Sunday, September 15, 2013

Life at the Well

"Your eyes would be big too if Brian squeezed you!"
There is an artesian well head by our cabin porch which trickles slowly into a wet drainage, less than a foot wide, running for 10 feet before disappearing into the gravel bed of a dry runoff.  It was amazing to see how much life it can support.
Just after dark we began exploring the drainage.  Brian spotted a green frog, Lithobates clamitans, renamed from the old genus Rana simply to confuse me.  This is a large frog frequently mistaken for a bull frog.  The green frog has prominent ridges running down each side of its back which don't occur on the bull frog.  They both eat anything that will fit in their mouth while their tadpoles are vegans, living on water plants and algae.

Green frog - Note ridges along back from back of its eyes.
The green and bull frog are large and common enough to have their own hunting season.  Frog legs taste like chicken and when I was in school they tasted even better when you caught them yourself.  I am past the hunting stage and now just love to hear their songs.  The green frog call is as loud as a bull frog but quite distinctive.  It is a loud gravelly rasp, "explosive 'bong' that sounds like a loose banjo string."  I remember it by thinking it has a large "green" grasshopper stuck in its throat. A side-by-side comparison of their calls is on this MDC web page.
 
Nice frog legs!
Green frogs breed from April through June.  We found the result hiding quietly in the grass beside the drainage.  It had recently lost its tail and climbed out into the not so cold cruel world, relying on camouflage that was so effective that at first I couldn't find it to take the picture.
Find the little frog- Hint, you can click to enlarge
Juvenile- fingertip sized but the ridges already show up.
We also found several long-tailed salamanders, Eurycea longicauda, hiding under the rocks.  The color and spots are similar to a cave salamander but the long-tailed has a herringbone pattern along the tail in a side view.  They generally are found around the mouth of caves or around springs and forested areas.  The constant trickle from the artesian well, running in a shaded area nest to the woods fits its requirements.

Long-tailed salamander
"If I can't see you, you can't see me."  (note herringbone tail)
We also found a juvenile salamander, smaller and still equipped with the gills it will outgrow by adulthood when it will become more land based.  They will stay in the water until that time, living on mosquito and other water living larvae, aquatic bugs, water striders and what ever else washes in.

Juvenile salamander (cave?) with gills
Many of these frogs and salamanders reside in the ecotome, the area between two biomes, such as land and wetlands.  Some are purely aquatic as juveniles (think tadpole and gilled salamanders) and emerge to live on land.  A green frog generally will be around the shore where it can hop to safety although our specimen above had strayed from this safety.

So what besides constant moisture keeps so many aquatic species here?  Bugs - lots of bugs.  Brian set up his black light and within a few minutes we had a bed sheet full of insects including moths, beetles and other species.  Many are usually ground based and available for snacking until they were curious about the brightly lit sheet.

Party time at the Bull Mills Blacklight Bar

Short-legged water strider on surface
The well's little trickle of water was even home to this short-legged (or broad-shouldered) strider, of the Veliidae family.  They are predators, feasting on other surface dwelling arthropods, only to fall prey to salamanders.  Big salamanders eat little frogs, big frogs eat little salamanders.  This tells me that this is a microbiome, working just like it should, even in a little trickle of water.

Thanks to Brian Edmond, Michelle Bowe and their eye-level assistant Julian for the finds.


Coming soon- a beast of the wild prairie issues its raspy call heralding the end of summer.  What is it?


### TASK OBJECTIVE
Write the data below out again in full, exactly as shown.

··· RECORDS SHOWN

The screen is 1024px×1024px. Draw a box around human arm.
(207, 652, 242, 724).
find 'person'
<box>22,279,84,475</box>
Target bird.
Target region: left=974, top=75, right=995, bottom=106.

······

### RESPONSE TO THE EXERCISE
The screen is 1024px×1024px. Draw a box around human arm.
(207, 652, 242, 724).
find 'person'
<box>22,279,84,475</box>
Target bird.
Target region: left=974, top=75, right=995, bottom=106.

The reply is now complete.